What Burry discovered through his number-crunching was not especially difficult to understand, and should have been noticed by government regulators, ratings agencies and the banks themselves: By the mid-2000s, mortgage defaults were creeping inexorably upward, and in 2007 and 2008 a large proportion of subprime adjustable-rate mortgages, which lenders had been handing out to anyone with a pulse, would convert to higher rates that borrowers probably could not pay. Billions of dollars of investments that had been sold with supposedly ironclad AA or AAA rating would likely be rendered worthless. In McKay’s screen version of the story, of course we end up rooting for the irascible Mark Baum and the unctuous Jared Vennett, because they are Steve Carell and Ryan Gosling and we know they’re right when everyone else is wrong. But one could easily portray those guys as shameless sleazebags: Their “big short” rested on the premise that you and I and Aunt Tillie had been played for suckers, and that the real-estate boom that had apparently ensured the financial future of millions of American families was a collective delusion.

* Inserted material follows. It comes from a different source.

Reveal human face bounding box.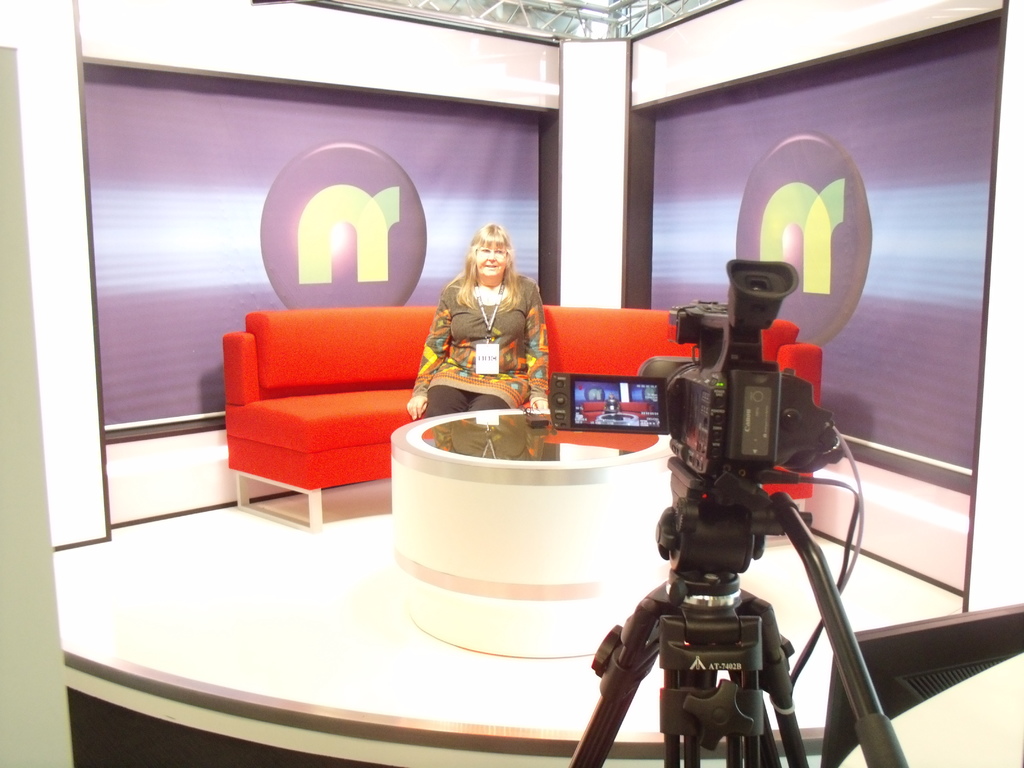
Revealed: Rect(474, 236, 513, 282).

It seems clear in context that McKay wants Brad Pitt’s understated character, a onetime Wall Street whiz kid named Ben Rickert who now lives in the Colorado mountains nurturing home-grown organics and conspiracy theories, to serve as a moral counterpoint. Rickert serves as the private Yoda to a couple of enterprising kids from his hometown, played by Finn Wittrock and John Magaro, who land in Manhattan with a few bucks to invest and catch wind of Vennett’s illogical but irresistible credit default swap scheme. He repeatedly reminds them that there’s no such thing as non-dirty money, especially when you’re essentially taking side bets on other people’s misery.

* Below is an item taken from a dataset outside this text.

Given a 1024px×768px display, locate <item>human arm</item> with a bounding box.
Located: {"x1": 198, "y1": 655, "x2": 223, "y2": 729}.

Pitt helped produce this movie (as he also did with “Moneyball”) and I appreciate his desire not to hog the spotlight and to play the voice of quiet, Dickensian decency. But Rickert simply isn’t as compelling as conflicted characters like Vennett or Baum, who are driven to do what they do by larger forces they either can’t evade or don’t try to. I don’t think McKay meant to make an anti-capitalist manifesto (or that Lewis meant to write one), but to my taste such is the intriguing effect of “The Big Short.” The system is much bigger than anyone, and overwhelms all notions of individual good or evil. Its internal logic dictated that the bankers should steal from us and wreck the economy, while blaming the whole thing on injudicious decisions made by ordinary people, and then that we should bail them out and they should go unpunished. Given all that, can anyone doubt it will happen again, and sooner than we think?


By Andrew O'Hehir

Andrew O'Hehir is executive editor of Salon.